After more than 40 years working in the Family Courts in the Auckland area Judge John Adams had his final sitting in Manukau on Friday 13 February.
He retired not because he was “grumpy with the court” but to pursue a career in creative writing. But that’s not to say Judge Adams doesn’t have his issues with the Family Court changes, he says.
He deplores the reduction of legal representation in the process, for example.
“Depriving people of legal representation at an early stage of a case is misguided because that is the very time where you need a professional to shape yourself before going to court. In my experience when people have been represented by lawyers, their appearance in court is more business-like, productive and shorter.
“The vast majority of people don’t know the law. They’re like sheep, running around and when they hear a dog bark they bang into a fence.
“Now, judges are obliged to deal with the raw material with the breakdown of the relationship, and there are misconceptions by people before the court about their rights. It’s now a shop-front kind of situation.
“Imagine a scheme to streamline a brain surgery unit where brain surgeons were posted to reception duties for a part of each week. That wouldn’t be a good use of their skills and likewise the current Family Court system isn’t a good use of judges’ skills.”
Although he does favour judicial triaging of cases, in his view that process would be much more effective if parties had lawyers. If so, the process of triage would be informed by generally better material than is the current position.
The administrative problems around managing high volumes of urgent cases have meant courts are overloaded and where once his own Waitakare Court ran like a dream, the new centralised system is now “ineffective and grubby”, he says.
In his experience the new forms are cumbersome and difficult for the judge to follow, he says.
They are designed to ensure a lay litigant gives all relevant information but little attention has been accorded to the end-user, the judge.
“What used to be set out in three to five pages sprawls in scraps across a very long document. This makes it hard in court but where a judge is dealing with applications without notice, generally on the computer, readability is highly significant. It takes a lot of effort to mentally repackage the material so the relevant narrative is understood. And lawyers, who are well able to write logical material, are obliged to chop their cases into the particles required by the form. The tail (of documentation) is wagging the dog uncomfortably.”
But Judge Adams is an advocate of the urgent classification system, he says.
“Why would you take a route that takes five or six months to get to court, which could be financially and emotionally burdensome and ultimately at the expense of the children? In my view what the Family Court does in urgent cases is more important socially than carefully reasoned solemn cases over two-year periods.
“The situation is fairly dire. If one parent takes control of the kids it’s uncivilised for the other to go wading into their partner’s house and drag them up the road. But in the real world one person will take the lead. There’s nothing fair and balanced about it.
“What we need is for litigants to come to court in a meaningful way and this is not happening.”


The problem
Where the word "floor" appears in a line below, copy the whole line.

Entries taken from a collection
--- START ---

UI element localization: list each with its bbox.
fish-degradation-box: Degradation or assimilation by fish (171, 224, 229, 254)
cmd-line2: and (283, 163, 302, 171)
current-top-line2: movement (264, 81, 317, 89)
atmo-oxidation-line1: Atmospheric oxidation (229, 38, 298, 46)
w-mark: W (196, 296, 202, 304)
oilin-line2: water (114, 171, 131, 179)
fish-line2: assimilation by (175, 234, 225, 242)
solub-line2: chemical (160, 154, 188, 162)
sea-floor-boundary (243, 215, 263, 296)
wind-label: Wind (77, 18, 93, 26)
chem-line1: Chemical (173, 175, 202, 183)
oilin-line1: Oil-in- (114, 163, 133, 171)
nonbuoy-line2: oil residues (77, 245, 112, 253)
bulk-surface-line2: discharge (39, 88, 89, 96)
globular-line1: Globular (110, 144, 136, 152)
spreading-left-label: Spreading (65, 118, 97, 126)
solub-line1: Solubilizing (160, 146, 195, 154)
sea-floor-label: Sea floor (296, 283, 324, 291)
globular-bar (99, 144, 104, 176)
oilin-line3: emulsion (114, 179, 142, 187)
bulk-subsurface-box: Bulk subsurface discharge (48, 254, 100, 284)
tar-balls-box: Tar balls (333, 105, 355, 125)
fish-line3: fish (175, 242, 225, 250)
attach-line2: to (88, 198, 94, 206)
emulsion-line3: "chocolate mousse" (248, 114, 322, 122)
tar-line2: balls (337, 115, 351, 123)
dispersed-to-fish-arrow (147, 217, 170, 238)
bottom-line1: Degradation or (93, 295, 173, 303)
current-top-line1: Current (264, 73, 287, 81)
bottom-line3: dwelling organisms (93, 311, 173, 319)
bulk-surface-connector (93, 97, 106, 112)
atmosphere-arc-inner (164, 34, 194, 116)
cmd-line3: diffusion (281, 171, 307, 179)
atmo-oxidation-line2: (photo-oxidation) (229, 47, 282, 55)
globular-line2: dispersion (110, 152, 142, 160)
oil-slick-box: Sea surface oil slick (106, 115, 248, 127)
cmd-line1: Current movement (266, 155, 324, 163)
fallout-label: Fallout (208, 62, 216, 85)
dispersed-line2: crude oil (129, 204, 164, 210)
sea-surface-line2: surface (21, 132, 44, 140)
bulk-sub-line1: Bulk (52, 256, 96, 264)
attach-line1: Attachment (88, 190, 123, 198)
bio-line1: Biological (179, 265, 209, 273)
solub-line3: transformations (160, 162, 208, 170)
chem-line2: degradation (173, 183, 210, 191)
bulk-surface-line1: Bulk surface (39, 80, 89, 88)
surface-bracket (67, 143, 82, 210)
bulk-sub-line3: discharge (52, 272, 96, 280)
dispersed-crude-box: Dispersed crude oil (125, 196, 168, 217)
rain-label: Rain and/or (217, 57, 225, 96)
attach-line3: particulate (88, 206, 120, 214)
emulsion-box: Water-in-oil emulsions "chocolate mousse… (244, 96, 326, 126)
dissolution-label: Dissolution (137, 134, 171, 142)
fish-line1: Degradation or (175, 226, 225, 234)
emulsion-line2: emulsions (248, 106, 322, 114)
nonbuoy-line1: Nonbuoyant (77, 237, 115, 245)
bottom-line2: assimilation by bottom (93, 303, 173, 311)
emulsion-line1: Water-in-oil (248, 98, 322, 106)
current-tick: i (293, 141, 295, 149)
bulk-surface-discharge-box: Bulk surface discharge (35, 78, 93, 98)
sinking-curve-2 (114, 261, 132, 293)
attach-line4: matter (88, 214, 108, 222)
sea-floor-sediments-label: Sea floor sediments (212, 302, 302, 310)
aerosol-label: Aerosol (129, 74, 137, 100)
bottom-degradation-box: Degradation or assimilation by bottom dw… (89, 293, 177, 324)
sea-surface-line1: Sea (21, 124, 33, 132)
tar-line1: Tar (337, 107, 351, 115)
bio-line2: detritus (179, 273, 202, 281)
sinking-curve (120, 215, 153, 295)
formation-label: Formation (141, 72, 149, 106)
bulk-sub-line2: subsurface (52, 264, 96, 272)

--- END ---

Task answer
sea-floor-boundary (243, 215, 263, 296)
sea-floor-label: Sea floor (296, 283, 324, 291)
sea-floor-sediments-label: Sea floor sediments (212, 302, 302, 310)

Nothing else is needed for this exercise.